I'm not talking about the quality of a crop, I'm talking about the resolution of a crop.
If I want to fill an a 3MP area with a crop that's equivalent to a decent "zoom level" the quality is a factor for how the results look like and how the image would upscale, if I so chose to. (digital zoom basically)
I still need to fill that area with pixels though.
The more pixels my original image has at reasonable quality the more I'm able to crop and still have a nicely sized image.

This is true for any kind of camera.

It's true that you don't want blurry resolutions though, just to have more MP without more actual quality, for that aspect please also refer to the post of mine I quoted down below:

Funny people's still talking about MP, or any photo attributes, as a stand-alone quality these days. Matter to who? Does iPhone tiny len can resolve 21 M. resolution?

I don't, please refer to this post of mine:

That is true, but let's just consider that Apple wouldn't put something in there where the end result at same resolution were of lesser quality than before.
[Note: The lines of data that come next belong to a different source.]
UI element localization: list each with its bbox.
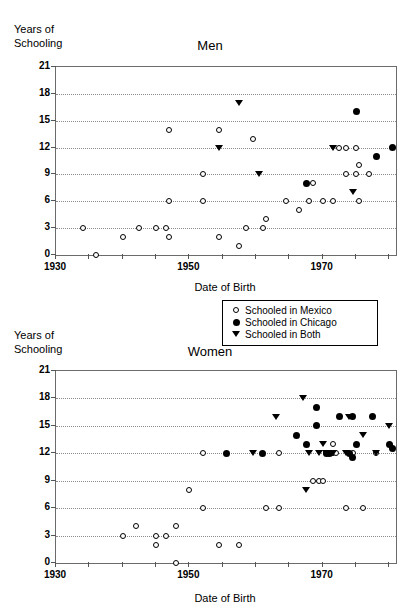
data-point-open-circle (310, 180, 316, 186)
y-tick-mark (51, 200, 56, 201)
y-tick-label: 9 (24, 474, 50, 485)
y-tick-label: 18 (24, 87, 50, 98)
data-point-down-triangle (305, 450, 313, 456)
data-point-open-circle (353, 145, 359, 151)
y-tick-mark (51, 452, 56, 453)
data-point-open-circle (236, 542, 242, 548)
data-point-open-circle (330, 441, 336, 447)
data-point-down-triangle (302, 487, 310, 493)
data-point-filled-circle (313, 404, 320, 411)
data-point-open-circle (200, 505, 206, 511)
data-point-down-triangle (329, 450, 337, 456)
data-point-open-circle (320, 478, 326, 484)
data-point-filled-circle (353, 441, 360, 448)
data-point-filled-circle (389, 144, 396, 151)
data-point-open-circle (356, 162, 362, 168)
data-point-open-circle (330, 198, 336, 204)
data-point-down-triangle (349, 189, 357, 195)
x-tick-mark (122, 254, 123, 259)
y-tick-label: 21 (24, 60, 50, 71)
data-point-filled-circle (293, 432, 300, 439)
y-tick-label: 0 (24, 248, 50, 259)
data-point-down-triangle (359, 432, 367, 438)
y-tick-mark (51, 370, 56, 371)
data-point-open-circle (163, 533, 169, 539)
x-tick-label: 1930 (35, 569, 75, 580)
y-axis-title-women: Years of Schooling (14, 328, 62, 356)
gridline-y (56, 228, 396, 229)
y-tick-label: 18 (24, 391, 50, 402)
x-tick-label: 1930 (35, 261, 75, 272)
data-point-open-circle (153, 542, 159, 548)
chart-title-men: Men (150, 38, 270, 53)
gridline-y (56, 398, 396, 399)
data-point-down-triangle (372, 450, 380, 456)
x-tick-mark (88, 562, 89, 567)
data-point-open-circle (250, 136, 256, 142)
x-tick-mark (188, 254, 189, 259)
x-tick-mark (55, 562, 56, 567)
data-point-open-circle (236, 243, 242, 249)
x-tick-mark (322, 254, 323, 259)
data-point-down-triangle (345, 414, 353, 420)
gridline-y (56, 94, 396, 95)
data-point-down-triangle (329, 145, 337, 151)
x-axis-title-women: Date of Birth (155, 592, 295, 604)
y-tick-label: 0 (24, 556, 50, 567)
y-tick-mark (51, 425, 56, 426)
data-point-open-circle (186, 487, 192, 493)
y-tick-mark (51, 173, 56, 174)
men-chart-panel: Years of Schooling Men Date of Birth 036… (0, 0, 418, 300)
data-point-open-circle (343, 171, 349, 177)
data-point-open-circle (136, 225, 142, 231)
y-tick-label: 21 (24, 364, 50, 375)
gridline-y (56, 536, 396, 537)
data-point-open-circle (296, 207, 302, 213)
data-point-down-triangle (319, 441, 327, 447)
x-tick-label: 1950 (168, 569, 208, 580)
x-tick-mark (388, 562, 389, 567)
y-tick-label: 3 (24, 221, 50, 232)
data-point-filled-circle (373, 153, 380, 160)
data-point-filled-circle (369, 413, 376, 420)
x-tick-label: 1970 (302, 569, 342, 580)
x-tick-mark (255, 562, 256, 567)
y-tick-label: 15 (24, 114, 50, 125)
x-tick-mark (88, 254, 89, 259)
data-point-open-circle (163, 225, 169, 231)
chart-title-women: Women (150, 344, 270, 359)
data-point-open-circle (173, 560, 179, 566)
data-point-open-circle (366, 171, 372, 177)
y-tick-mark (51, 120, 56, 121)
data-point-filled-circle (303, 441, 310, 448)
data-point-open-circle (306, 198, 312, 204)
y-tick-label: 3 (24, 529, 50, 540)
data-point-open-circle (200, 450, 206, 456)
data-point-open-circle (93, 252, 99, 258)
x-tick-mark (122, 562, 123, 567)
data-point-open-circle (260, 225, 266, 231)
x-tick-label: 1950 (168, 261, 208, 272)
data-point-down-triangle (255, 171, 263, 177)
data-point-filled-circle (259, 450, 266, 457)
y-tick-mark (51, 507, 56, 508)
plot-area-women (55, 370, 397, 564)
data-point-open-circle (283, 198, 289, 204)
data-point-down-triangle (272, 414, 280, 420)
data-point-filled-circle (223, 450, 230, 457)
data-point-open-circle (120, 533, 126, 539)
x-tick-mark (155, 562, 156, 567)
data-point-down-triangle (249, 450, 257, 456)
data-point-open-circle (343, 145, 349, 151)
data-point-open-circle (120, 234, 126, 240)
x-tick-mark (288, 562, 289, 567)
data-point-open-circle (360, 505, 366, 511)
plot-area-men (55, 66, 397, 256)
data-point-open-circle (263, 216, 269, 222)
y-tick-label: 12 (24, 141, 50, 152)
data-point-open-circle (166, 198, 172, 204)
data-point-down-triangle (235, 100, 243, 106)
gridline-y (56, 481, 396, 482)
y-tick-label: 15 (24, 419, 50, 430)
data-point-down-triangle (385, 423, 393, 429)
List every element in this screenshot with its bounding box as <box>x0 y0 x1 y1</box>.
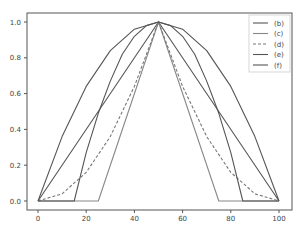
x-tick-label: 80 <box>226 215 235 223</box>
y-tick-label: 0.2 <box>10 162 21 170</box>
y-tick-label: 0.6 <box>10 90 22 98</box>
y-tick-label: 1.0 <box>10 19 21 27</box>
y-tick-label: 0.8 <box>10 54 21 62</box>
x-tick-label: 60 <box>178 215 187 223</box>
x-tick-label: 0 <box>36 215 40 223</box>
legend-label: (d) <box>274 41 284 49</box>
x-tick-label: 100 <box>272 215 285 223</box>
legend-label: (f) <box>274 62 282 70</box>
y-tick-label: 0.4 <box>10 126 22 134</box>
x-axis: 020406080100 <box>36 210 286 223</box>
x-tick-label: 20 <box>82 215 91 223</box>
line-chart: 020406080100 0.00.20.40.60.81.0 (b)(c)(d… <box>0 0 299 231</box>
legend-label: (e) <box>274 51 284 59</box>
y-axis: 0.00.20.40.60.81.0 <box>10 19 27 206</box>
x-tick-label: 40 <box>130 215 139 223</box>
y-tick-label: 0.0 <box>10 198 21 206</box>
legend-label: (c) <box>274 30 284 38</box>
legend-label: (b) <box>274 20 284 28</box>
legend: (b)(c)(d)(e)(f) <box>249 15 290 72</box>
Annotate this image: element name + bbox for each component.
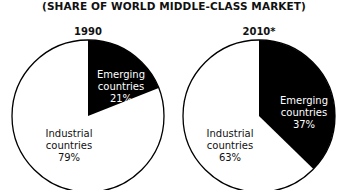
pie-2010: Emerging countries 37% Industrial countr… [183, 40, 335, 190]
pie-1990-emerging-label-1: Emerging [97, 69, 145, 80]
pie-1990-industrial-label-2: countries [46, 140, 92, 151]
pie-1990: Emerging countries 21% Industrial countr… [12, 40, 164, 190]
pie-1990-industrial-value: 79% [58, 152, 80, 163]
pie-2010-emerging-label-1: Emerging [280, 95, 328, 106]
pie-2010-industrial-value: 63% [219, 152, 241, 163]
pie-1990-emerging-value: 21% [110, 93, 132, 104]
pie-1990-industrial-label-1: Industrial [46, 128, 93, 139]
pie-2010-emerging-label-2: countries [281, 107, 327, 118]
pie-charts: Emerging countries 21% Industrial countr… [0, 0, 348, 190]
pie-2010-industrial-label-2: countries [207, 140, 253, 151]
pie-2010-emerging-value: 37% [293, 119, 315, 130]
pie-1990-emerging-label-2: countries [98, 81, 144, 92]
pie-2010-industrial-label-1: Industrial [207, 128, 254, 139]
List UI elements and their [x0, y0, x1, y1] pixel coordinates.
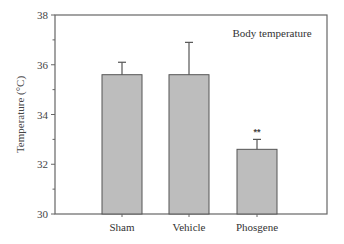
x-tick-label: Vehicle	[173, 221, 206, 233]
y-axis-title: Temperature (°C)	[14, 76, 27, 154]
bar-vehicle	[169, 75, 209, 214]
y-tick-label: 34	[37, 109, 49, 121]
bar-sham	[102, 75, 142, 214]
chart-title: Body temperature	[232, 27, 311, 39]
y-tick-label: 32	[37, 158, 48, 170]
y-tick-label: 30	[37, 208, 49, 220]
y-tick-label: 38	[37, 9, 49, 21]
bar-phosgene	[237, 149, 277, 214]
significance-marker: **	[253, 127, 261, 137]
plot-area: 3032343638Temperature (°C)Body temperatu…	[14, 9, 327, 233]
bar-chart: 3032343638Temperature (°C)Body temperatu…	[0, 0, 344, 244]
y-tick-label: 36	[37, 59, 49, 71]
x-tick-label: Phosgene	[236, 221, 278, 233]
x-tick-label: Sham	[109, 221, 135, 233]
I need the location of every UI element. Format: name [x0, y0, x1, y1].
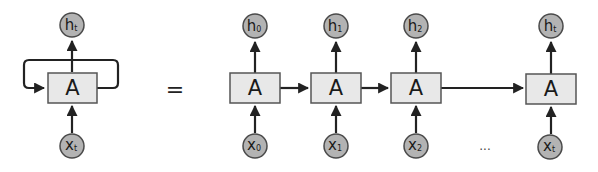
unrolled-step-0: A h0 x0	[230, 14, 280, 158]
equals-sign: =	[166, 77, 184, 102]
cell-label: A	[65, 76, 80, 100]
ellipsis: ...	[479, 139, 490, 153]
cell-label: A	[329, 76, 344, 100]
unrolled-step-t: A ht xt	[526, 14, 576, 159]
cell-label: A	[409, 76, 424, 100]
cell-label: A	[248, 76, 263, 100]
rnn-diagram: A ht xt = A h0 x0 A h1 x1 A h2	[0, 0, 598, 172]
cell-label: A	[544, 77, 559, 101]
folded-rnn: A ht xt	[24, 13, 118, 158]
unrolled-step-2: A h2 x2	[391, 14, 441, 158]
unrolled-step-1: A h1 x1	[311, 14, 361, 158]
I just find it really annoying that people categorically say they don't want more MP at all, like it's a fundamentally bad thing in itself.

Glassed Silver:mac

Glassed Silver:mac
 

downpour

macrumors 6502a
Oct 20, 2009
525
317
I would disagree that 16 GB makes a modern smart phone usage virtually impossible. Using many modern apps to do all the normal things like email, text messaging, Facebook, Phone calls:), some casual video and audio recording as well as more sophisticated things like streaming video surveillance, 16 GB is plenty of storage.
As long as you're not trying to hold your entire music library or TV shows or movies and don't load up with a large storage games or other large storage activities, 16 GB is fine.
It really just depends on how you use your phone. A lot of people don't require the things that take lots of storage.

I occasionally take photos and video, but they accumulate over time and I want access to them. I have no music and a couple of small apps. My phone is full and I've run out of Apps to delete to make more room.

If I upgrade my phone, and kept the same storage, that would instantly be full too as everything would copy across.

By contrast I have 512GB in my Macbook and that is also nearly full, again this is mostly just my iPhoto library.

16GB was OK back when nobody had taken any photos on their new iPhones and Apps didn't include lots of retina resolution assets (some need 2-3GB of space to install). However, it's now nearly 2015 and we expect to be able to use a reasonable amount of the phone's features without running out of space.

Memory is cheap and Apple have a lot of money. It's time they stopped ripping people off with upgrade prices that don't reflect manufacturing costs.
 

fertilized-egg

macrumors 68020
Dec 18, 2009
2,109
57
Memory is cheap and Apple have a lot of money. It's time they stopped ripping people off with upgrade prices that don't reflect manufacturing costs.

It's very disappointing and it's one practice I really want to tell Tim Cook to stop since it's a real drag on the user experience but they cannot cannot give up such easy way to pad the margin.
 

gavroche

macrumors 65816
Oct 25, 2007
1,454
1,571
Left Coast
My 1520 takes pictures of less than 6mb at 19 megapixels. And they look amazing.

Guess that would depend entirely on what compression algorithm the camera uses. The different camera makers use different algorithms, for the most part. Some try harder than others to compress it into smaller file sizes... at a cost in detail (which you probably couldn't notice unless you tried real hard to find it).
You can also select quality in the menu (low/medium/high) and picture size (small/medium/large). Again, depends entirely on the camera. I would assume that in most smart phones... you have a lot less options in terms of picture settings than you do in a point and shoot. I think most all phones are getting pretty damn good now a days.